No Coward Soul
No coward soul is mine,
No trembler in the world’s storm-troubled sphere: I
see Heaven’s glories shine,
And Faith shines equal, arming me from fear.
O God within my breast,
Almighty, ever-present Deity!
Life - that in me has rest,
As I - undying Life - have Power in Thee!
Vain are the thousand creeds
That move men’s hearts: unutterably vain;
Worthless as withered weeds,
Or idlest froth amid the boundless main,
To waken doubt in one
Holding so fast by Thine infinity;
So surely anchored on
The steadfast rock of immortality.
With wide-embracing love
Thy spirit animates eternal years,
Pervades and broods above,
Changes, sustains, dissolves, creates, and rears.
Though earth and man were gone,
And suns and universes ceased to be,
And Thou wert left alone,
Every existence would exist in Thee.
There is not room for Death,
Nor atom that his might could render void:
Thou - Thou art Being and Breath, And what Thou art may never be destroyed.
Emily Brontë (1818-1848)
No Funeral Gloom
No funeral gloom, my dears, when I am gone,
Corpse-gazing, tears, black raiment, graveyard grimness. Think of me as withdrawn into the dimness,
Yours still, you mine. Remember all the best
Of our past moments and forget the rest;
And so to where I wait, come gently on.
William Allingham (1824-1889)
Thoughts That Lie Too Deep For Tears
The Clouds that gather round the setting sun
Do take a sober coloring from an eye
That hath kept watch o’er man’s mortality;
Another race hath been, and other palms are won.
Thanks to the human heart by which we live,
Thanks to its tenderness, its joys, and fears,
To me the meanest flower that blows can give
Thoughts that do often lie too deep for tears.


* _WHAT YOU HAVE TO DO_: The whole listing is to be returned exactly.

* _DATA PROVIDED_:

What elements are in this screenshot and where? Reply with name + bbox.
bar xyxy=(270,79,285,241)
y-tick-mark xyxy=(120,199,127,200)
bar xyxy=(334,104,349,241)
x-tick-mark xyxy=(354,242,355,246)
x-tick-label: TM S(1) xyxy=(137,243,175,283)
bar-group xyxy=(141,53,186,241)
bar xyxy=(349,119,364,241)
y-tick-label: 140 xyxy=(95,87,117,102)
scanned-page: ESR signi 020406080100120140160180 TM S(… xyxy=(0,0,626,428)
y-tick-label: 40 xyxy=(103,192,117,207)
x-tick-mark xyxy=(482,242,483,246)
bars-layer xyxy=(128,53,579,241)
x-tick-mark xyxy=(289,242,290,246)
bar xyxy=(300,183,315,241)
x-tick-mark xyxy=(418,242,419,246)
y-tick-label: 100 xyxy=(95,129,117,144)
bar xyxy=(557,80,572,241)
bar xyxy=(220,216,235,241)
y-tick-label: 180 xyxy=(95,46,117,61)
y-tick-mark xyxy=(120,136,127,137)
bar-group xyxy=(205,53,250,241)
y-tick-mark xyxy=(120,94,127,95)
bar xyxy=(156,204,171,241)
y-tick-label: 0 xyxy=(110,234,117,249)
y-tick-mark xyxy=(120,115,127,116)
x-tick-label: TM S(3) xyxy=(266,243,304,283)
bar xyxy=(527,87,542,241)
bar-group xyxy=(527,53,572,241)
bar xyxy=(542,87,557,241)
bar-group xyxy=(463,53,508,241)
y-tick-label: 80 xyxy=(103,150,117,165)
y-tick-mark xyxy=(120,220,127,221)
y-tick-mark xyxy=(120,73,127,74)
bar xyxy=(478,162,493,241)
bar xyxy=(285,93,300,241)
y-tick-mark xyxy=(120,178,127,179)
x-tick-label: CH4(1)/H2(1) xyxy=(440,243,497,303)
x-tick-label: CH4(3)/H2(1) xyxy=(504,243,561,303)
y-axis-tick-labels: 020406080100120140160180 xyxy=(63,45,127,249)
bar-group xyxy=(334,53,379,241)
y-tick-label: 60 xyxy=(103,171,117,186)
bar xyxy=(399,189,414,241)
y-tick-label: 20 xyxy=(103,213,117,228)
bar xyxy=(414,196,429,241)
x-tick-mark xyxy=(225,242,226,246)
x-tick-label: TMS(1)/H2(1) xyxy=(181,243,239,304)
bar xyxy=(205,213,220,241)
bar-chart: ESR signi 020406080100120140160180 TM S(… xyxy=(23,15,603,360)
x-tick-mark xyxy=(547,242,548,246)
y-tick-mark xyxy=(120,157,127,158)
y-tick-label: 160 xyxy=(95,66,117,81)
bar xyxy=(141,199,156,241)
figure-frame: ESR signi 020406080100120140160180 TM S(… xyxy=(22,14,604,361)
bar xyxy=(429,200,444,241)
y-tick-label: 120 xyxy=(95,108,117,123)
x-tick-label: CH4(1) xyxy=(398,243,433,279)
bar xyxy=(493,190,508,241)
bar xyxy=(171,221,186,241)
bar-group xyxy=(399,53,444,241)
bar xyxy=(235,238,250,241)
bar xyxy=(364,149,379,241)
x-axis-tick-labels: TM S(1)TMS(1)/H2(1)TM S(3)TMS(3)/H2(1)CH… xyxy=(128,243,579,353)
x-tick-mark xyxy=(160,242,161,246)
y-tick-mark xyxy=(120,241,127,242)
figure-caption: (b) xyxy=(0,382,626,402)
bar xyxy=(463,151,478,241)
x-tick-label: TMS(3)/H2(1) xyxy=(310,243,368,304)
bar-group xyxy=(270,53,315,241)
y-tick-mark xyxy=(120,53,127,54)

* _WRITTEN SOLUTION_:
What elements are in this screenshot and where? Reply with name + bbox.
bar xyxy=(270,79,285,241)
y-tick-mark xyxy=(120,199,127,200)
bar xyxy=(334,104,349,241)
x-tick-mark xyxy=(354,242,355,246)
x-tick-label: TM S(1) xyxy=(137,243,175,283)
bar-group xyxy=(141,53,186,241)
bar xyxy=(349,119,364,241)
y-tick-label: 140 xyxy=(95,87,117,102)
scanned-page: ESR signi 020406080100120140160180 TM S(… xyxy=(0,0,626,428)
y-tick-label: 40 xyxy=(103,192,117,207)
x-tick-mark xyxy=(482,242,483,246)
bars-layer xyxy=(128,53,579,241)
x-tick-mark xyxy=(289,242,290,246)
bar xyxy=(300,183,315,241)
x-tick-mark xyxy=(418,242,419,246)
y-tick-label: 100 xyxy=(95,129,117,144)
bar xyxy=(557,80,572,241)
bar xyxy=(220,216,235,241)
y-tick-label: 180 xyxy=(95,46,117,61)
y-tick-mark xyxy=(120,136,127,137)
bar-group xyxy=(205,53,250,241)
y-tick-mark xyxy=(120,94,127,95)
bar xyxy=(156,204,171,241)
y-tick-label: 0 xyxy=(110,234,117,249)
y-tick-mark xyxy=(120,115,127,116)
x-tick-label: TM S(3) xyxy=(266,243,304,283)
bar xyxy=(527,87,542,241)
bar-group xyxy=(527,53,572,241)
bar xyxy=(542,87,557,241)
bar-group xyxy=(463,53,508,241)
y-tick-label: 80 xyxy=(103,150,117,165)
y-tick-mark xyxy=(120,220,127,221)
y-tick-mark xyxy=(120,73,127,74)
bar xyxy=(478,162,493,241)
bar xyxy=(285,93,300,241)
y-tick-mark xyxy=(120,178,127,179)
x-tick-label: CH4(1)/H2(1) xyxy=(440,243,497,303)
x-tick-label: CH4(3)/H2(1) xyxy=(504,243,561,303)
y-axis-tick-labels: 020406080100120140160180 xyxy=(63,45,127,249)
bar-group xyxy=(334,53,379,241)
y-tick-label: 60 xyxy=(103,171,117,186)
bar xyxy=(399,189,414,241)
y-tick-label: 20 xyxy=(103,213,117,228)
bar xyxy=(414,196,429,241)
x-tick-mark xyxy=(225,242,226,246)
x-tick-label: TMS(1)/H2(1) xyxy=(181,243,239,304)
bar xyxy=(205,213,220,241)
bar-chart: ESR signi 020406080100120140160180 TM S(… xyxy=(23,15,603,360)
x-tick-mark xyxy=(547,242,548,246)
y-tick-mark xyxy=(120,157,127,158)
y-tick-label: 160 xyxy=(95,66,117,81)
bar xyxy=(141,199,156,241)
figure-frame: ESR signi 020406080100120140160180 TM S(… xyxy=(22,14,604,361)
bar xyxy=(429,200,444,241)
y-tick-label: 120 xyxy=(95,108,117,123)
x-tick-label: CH4(1) xyxy=(398,243,433,279)
bar xyxy=(493,190,508,241)
bar xyxy=(171,221,186,241)
bar-group xyxy=(399,53,444,241)
bar xyxy=(235,238,250,241)
bar xyxy=(364,149,379,241)
x-axis-tick-labels: TM S(1)TMS(1)/H2(1)TM S(3)TMS(3)/H2(1)CH… xyxy=(128,243,579,353)
x-tick-mark xyxy=(160,242,161,246)
y-tick-mark xyxy=(120,241,127,242)
figure-caption: (b) xyxy=(0,382,626,402)
bar xyxy=(463,151,478,241)
x-tick-label: TMS(3)/H2(1) xyxy=(310,243,368,304)
bar-group xyxy=(270,53,315,241)
y-tick-mark xyxy=(120,53,127,54)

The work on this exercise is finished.